Researchers from Murdoch University have been granted $1.9 million, as they aim to demystify tick-related diseases in Australia.
Researchers from Murdoch University have been granted $1.9 million, as they aim to demystify tick-related diseases in Australia.
A team of researchers at Murdoch University is leading a national initiative to help the thousands of Australians suffering from a poorly defined illness contracted from tick bites.
The National Health and Medical Research Council has announced a grant of $1.9 million to fund a four-year project based at Murdoch University, to be carried out in collaboration with the Australian Rickettsial Reference Laboratory in Geelong, the University of Queensland, Monash University, several hospitals in Sydney’s north, and the Australian Red Cross Blood Service.
The research team at Murdoch’s Vector and Waterborne Pathogens Research Group will aim to identify the causes of an illness currently known as DSCATT (Debilitating Symptom Complexes Attributed to Ticks).
Led by Peter Irwin, Una Ryan and Charlotte Oskam, the team has been studying Australian tick-associated infections since 2013. Their work has found no evidence of the bacteria causing Lyme disease in Australian ticks, meaning DSCATT is most likely caused by microorganisms unrelated to those causing Lyme disease.
However, thousands of Australians have reported chronic bite-related symptoms including skin issues, muscle and bone pain, fatigue, neurological, and cardiac abnormalities, leaving researchers in the dark about the cause of these symptoms.
Professor Irwin said the true scale of the issue was difficult to estimate, due to the lack of accurate information.
“Our goals are to characterise the symptoms that people may or may not develop, to search for the causes, search for the triggers, search for those infectious organisms in the people now, instead of the ticks,” Professor Irwin told Business News.
“At the moment there’s not even a good case definition in Australia as to what tick illness really is.”
Professor Irwin’s team has been supported for the past four years by grants from the Australian Research Council, unearthing organisms, viruses, and parasites present in ticks.
The NHMRC grant will allow researchers to transfer this knowledge into human trials, identifying whether the microorganisms they have found in ticks are the cause of human diseases.
“Our analyses over the last four years strongly suggest there are organisms in ticks that might cause tick-borne disease in Australia,” Professor Irwin said.
“If infectious disease contributes to DSCATT, this project will identify the tick-transmitted organisms responsible.
“However, we are keeping an open mind about its possible cause.
“Most importantly for the many thousands of sufferers around Australia, understanding the cause or causes is the first step towards informing management and treatment decisions in the future.”
Professor Irwin will work closely with hospitals in the Northern Sydney Local Health District, after finding a record number of patients presenting with tick bites in the area.
“We’re going to be relying on and requiring doctors all around the country to be sampling patients who present to them with acute tick bites, that’s the starting point for this research,” Professor Irwin said.
“In Sydney, the northern beaches area is a high tick area, and those hospitals, which include Manly, Mona Vale and Hornsby, see about 1,500 tick presentations in a 20-month period – that’s a huge number.”
The team will study the blood samples, skin biopsies and ticks collected from patients who present to emergency departments and GP clinics with tick bites, providing evidence to assist with correct diagnosis of patients presenting with DSCATT, and data on the range of symptoms.
Professor Irwin hopes the research will also identify the financial impact of the disease, noting it could not be estimated in Australia until more information was known.
In the US, treatment of tick-transferred Lyme disease was estimated to cost the healthcare system between US$712 million and US$1.3 billion a year, according to research by the Johns Hopkins Bloomberg School of Public Health.
“It really is very difficult to say what the economic burden is at the moment,” Professor Irwin said.
“Case definitions are not well understood, and many people who get ill from tick bites might not recognise it’s to do with the tick in the first place; they put it down to another illness.
“This is the first time this type of research has been conducted in Australia, so really it’s a clean slate.”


(TASK ITEM) Copy out each line of the entries below in which the string "caption" appears.

(INFORMATION PROVIDED)
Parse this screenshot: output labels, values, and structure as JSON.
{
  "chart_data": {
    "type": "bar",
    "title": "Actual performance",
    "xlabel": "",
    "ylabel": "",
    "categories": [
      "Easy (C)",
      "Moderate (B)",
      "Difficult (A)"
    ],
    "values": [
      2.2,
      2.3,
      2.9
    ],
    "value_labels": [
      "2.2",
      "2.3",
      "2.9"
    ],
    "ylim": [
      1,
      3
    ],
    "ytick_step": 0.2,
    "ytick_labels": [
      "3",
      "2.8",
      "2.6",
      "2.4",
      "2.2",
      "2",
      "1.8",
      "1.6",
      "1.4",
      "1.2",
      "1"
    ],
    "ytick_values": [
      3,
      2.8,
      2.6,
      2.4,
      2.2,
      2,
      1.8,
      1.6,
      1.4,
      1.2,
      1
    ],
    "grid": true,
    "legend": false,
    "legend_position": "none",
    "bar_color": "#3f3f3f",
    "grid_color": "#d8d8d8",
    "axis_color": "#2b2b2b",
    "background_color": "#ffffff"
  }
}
* * *
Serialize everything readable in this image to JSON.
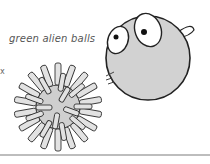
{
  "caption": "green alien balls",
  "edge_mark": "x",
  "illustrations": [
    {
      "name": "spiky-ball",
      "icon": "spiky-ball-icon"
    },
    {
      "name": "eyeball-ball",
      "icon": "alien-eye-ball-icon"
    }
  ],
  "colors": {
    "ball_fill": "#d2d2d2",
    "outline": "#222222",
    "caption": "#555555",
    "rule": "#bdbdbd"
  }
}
...
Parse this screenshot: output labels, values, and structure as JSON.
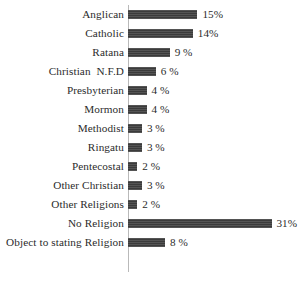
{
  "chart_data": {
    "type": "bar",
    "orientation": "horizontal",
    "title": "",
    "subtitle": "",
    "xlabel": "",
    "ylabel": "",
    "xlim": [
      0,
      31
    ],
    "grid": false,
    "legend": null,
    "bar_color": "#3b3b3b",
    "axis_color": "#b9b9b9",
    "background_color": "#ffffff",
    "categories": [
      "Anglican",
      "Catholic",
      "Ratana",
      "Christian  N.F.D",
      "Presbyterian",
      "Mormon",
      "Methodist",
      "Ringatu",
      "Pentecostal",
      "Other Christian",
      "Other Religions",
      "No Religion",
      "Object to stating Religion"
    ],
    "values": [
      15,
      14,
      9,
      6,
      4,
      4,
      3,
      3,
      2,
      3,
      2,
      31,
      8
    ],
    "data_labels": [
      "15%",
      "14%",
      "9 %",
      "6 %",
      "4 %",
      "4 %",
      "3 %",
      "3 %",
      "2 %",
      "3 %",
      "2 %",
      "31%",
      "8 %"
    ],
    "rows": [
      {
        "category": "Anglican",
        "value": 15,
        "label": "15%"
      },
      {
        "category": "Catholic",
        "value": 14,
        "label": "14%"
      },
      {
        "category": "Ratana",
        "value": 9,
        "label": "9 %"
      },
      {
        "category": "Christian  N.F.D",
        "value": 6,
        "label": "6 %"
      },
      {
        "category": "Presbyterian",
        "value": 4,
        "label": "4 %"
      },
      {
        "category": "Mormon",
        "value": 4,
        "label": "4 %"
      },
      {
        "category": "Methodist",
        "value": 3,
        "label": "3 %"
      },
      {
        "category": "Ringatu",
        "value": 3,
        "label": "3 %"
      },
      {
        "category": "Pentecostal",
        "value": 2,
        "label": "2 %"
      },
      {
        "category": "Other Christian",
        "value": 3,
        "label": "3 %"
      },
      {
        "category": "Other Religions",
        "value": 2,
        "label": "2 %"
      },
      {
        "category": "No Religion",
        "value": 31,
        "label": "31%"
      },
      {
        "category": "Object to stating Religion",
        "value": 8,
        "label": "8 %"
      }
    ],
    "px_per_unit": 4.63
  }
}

(EXERCISE RESULT)
  "caption": "green alien balls",
    "caption": "#555555",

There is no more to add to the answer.